Given data =
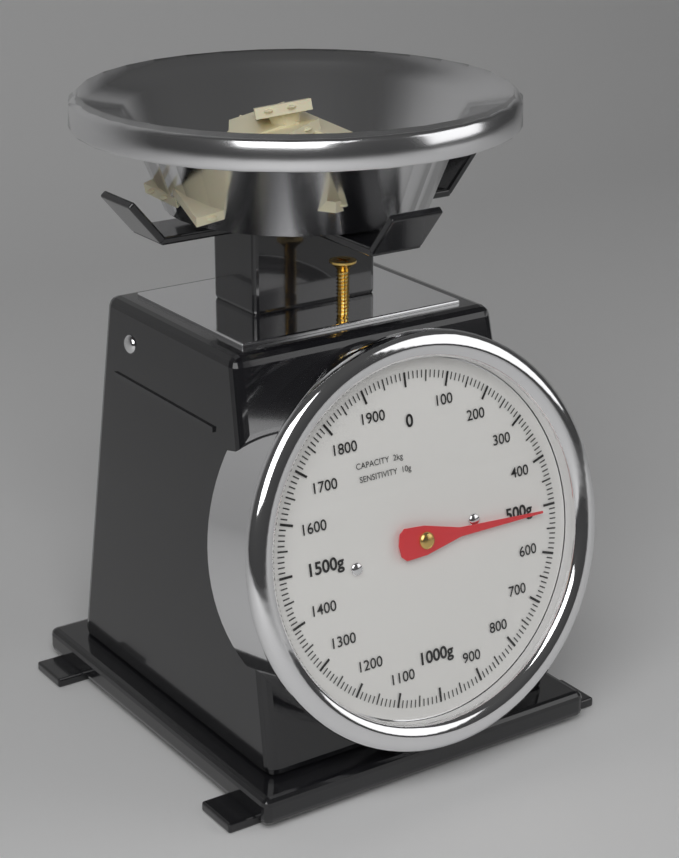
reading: 510 g
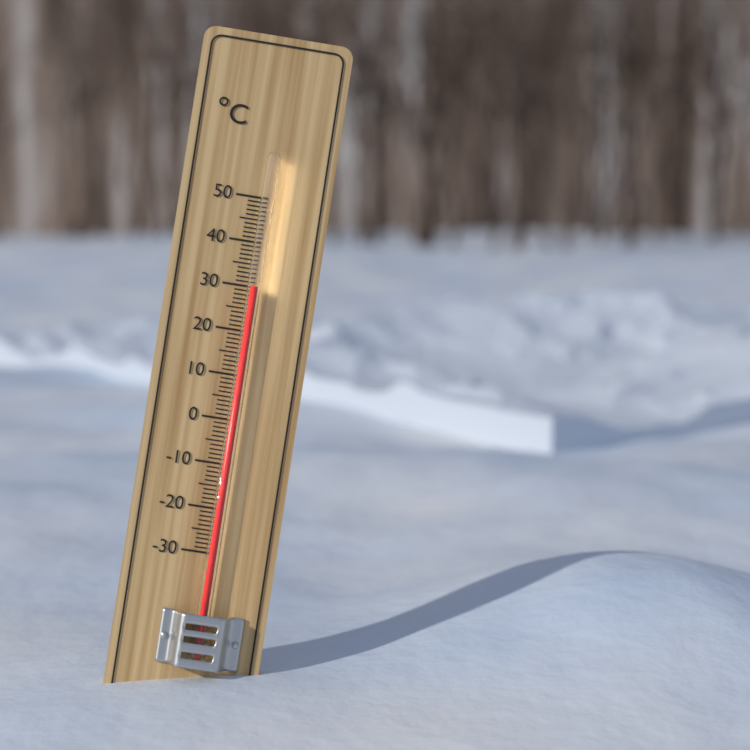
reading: 30 °C
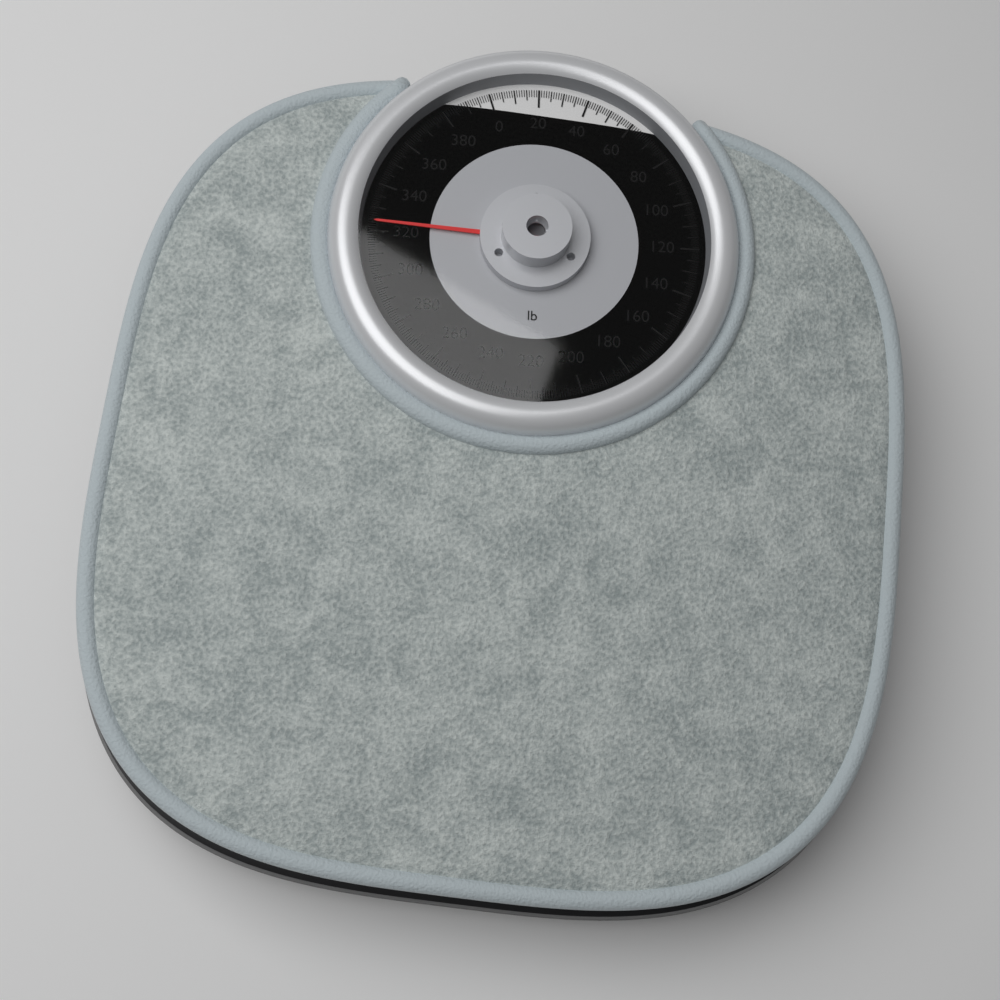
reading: 324 lb
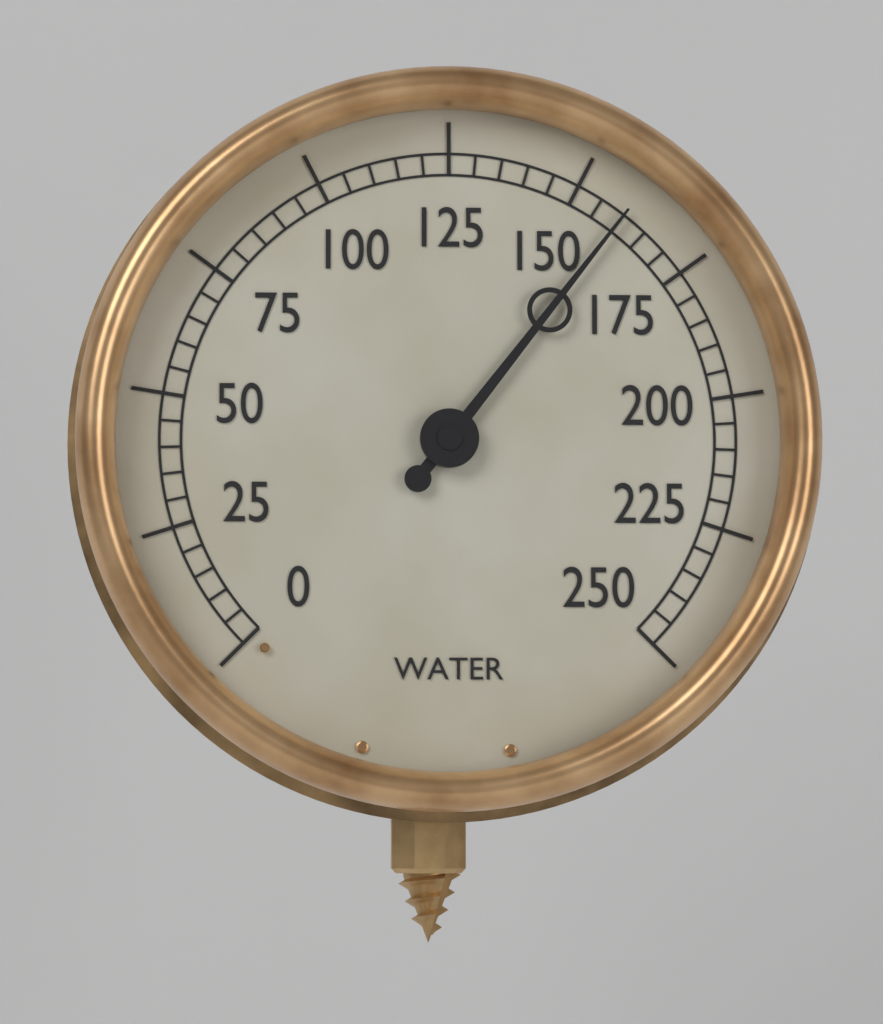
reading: 160 (no unit)
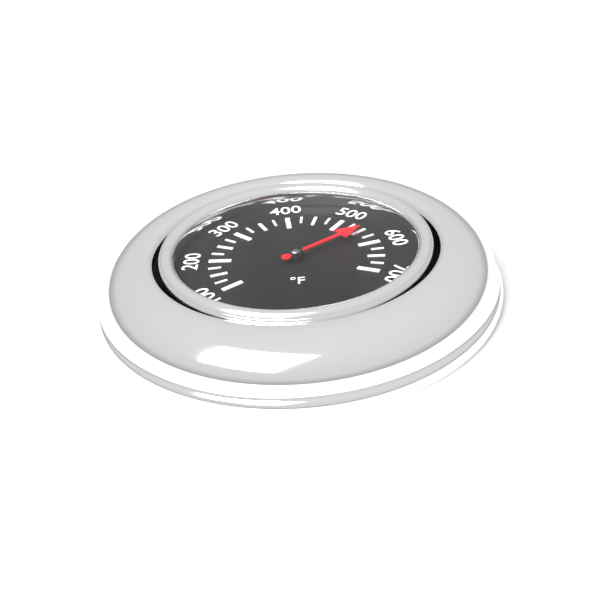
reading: 550 °F
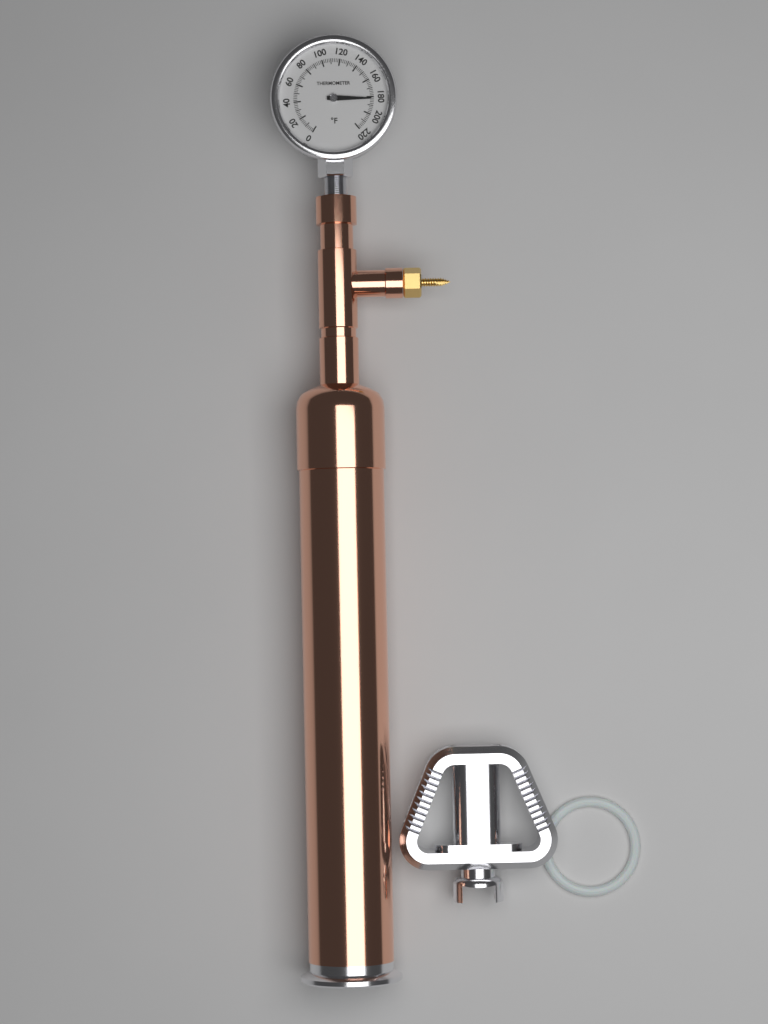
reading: 182 °F
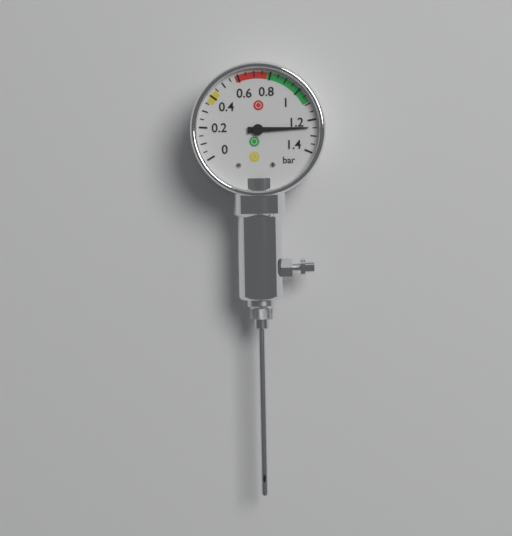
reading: 1.25 bar
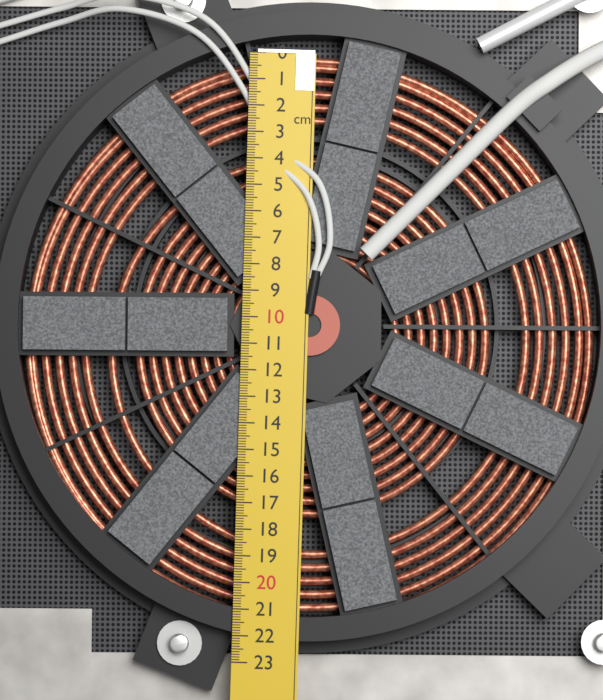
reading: 21.6 cm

Task to carry out = All of the data above should be transcribed verbatim, with pictures omitted.

Written solution =
reading: 510 g
reading: 30 °C
reading: 324 lb
reading: 160 (no unit)
reading: 550 °F
reading: 182 °F
reading: 1.25 bar
reading: 21.6 cm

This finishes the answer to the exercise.